From Alexander Hamilton to Elizabeth Hamilton, 22 July 1783

To Elizabeth Hamilton

Philadelphia
July 22d. 1783

I wrote you my beloved Betsey by the last post, which I hope will not meet with the fate that many others of my letters must have met with. I count upon setting out to see you in four days; but I have been so frequently disappointed by unforeseen events, that I shall not be without apprehensions of being detained, ’till I have begun my journey. The members of Congress are very pressing with me not to go away at this time as the house is thin, and as the definitive treaty is momently expected.

Tell your father that Mr. Rivington1 in a letter to the South Carolina delegates has given information coming to him from Admiral Arbuthnot,2 that the Mercury-frigate is arrived at New York with the definitive treaty, and that the city was to be evacuated yesterday by the treaty.

I am strongly urged to stay a few days for the ratification of the treaty; at all events however I will not be long from My Betsey.

I give you joy my angel of the happy conclusion of the important work in which your country has been engaged. Now in a very short time I hope we shall be happily settled in New York.

My love to your father. Kiss my boy a thousand times. A thousand loves to yourself.

A Hamilton

ALS, Hamilton Papers, Library of Congress.
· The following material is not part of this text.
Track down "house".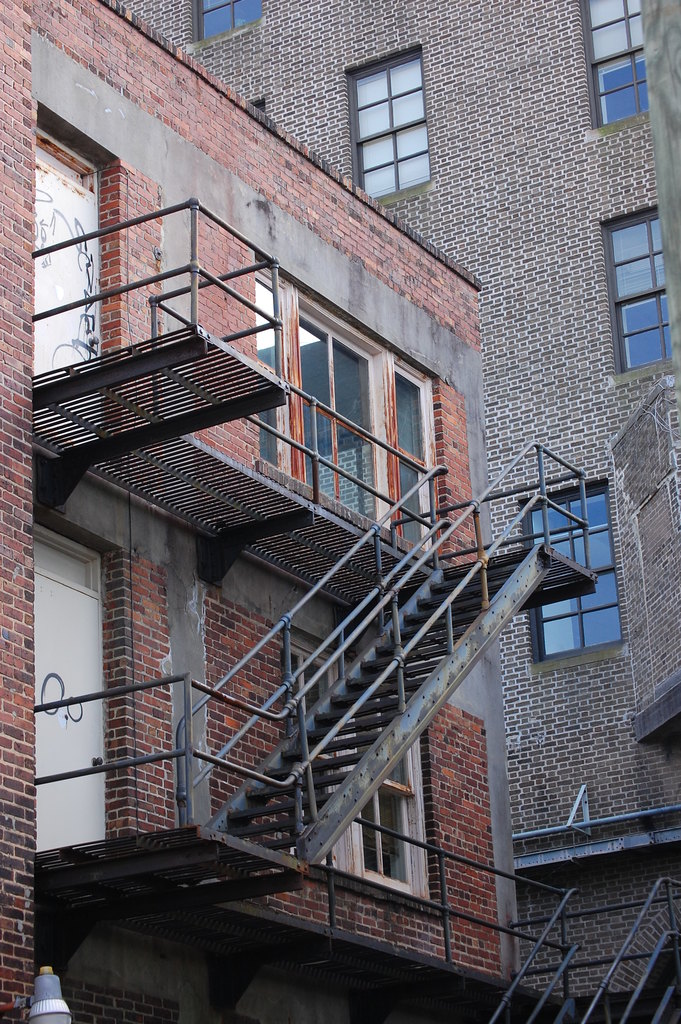
Tracked to 0,0,566,1022.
1James Rivington, after his printing press in New York had been destroyed late in 1775 by the Sons of Liberty (see H to John Jay, November 26, 1775), had gone to England. Appointed the King’s printer in New York, he returned to America in October, 1777, and began publication of Rivington’s New-York Gazette: or The Connecticut, Hudson’s River, New-Jersey, and Quebec Weekly Advertiser (later The Royal Gazette).

2It was Admiral Robert Digby, the naval commander in the American station, not Admiral Marriot Arbuthnot.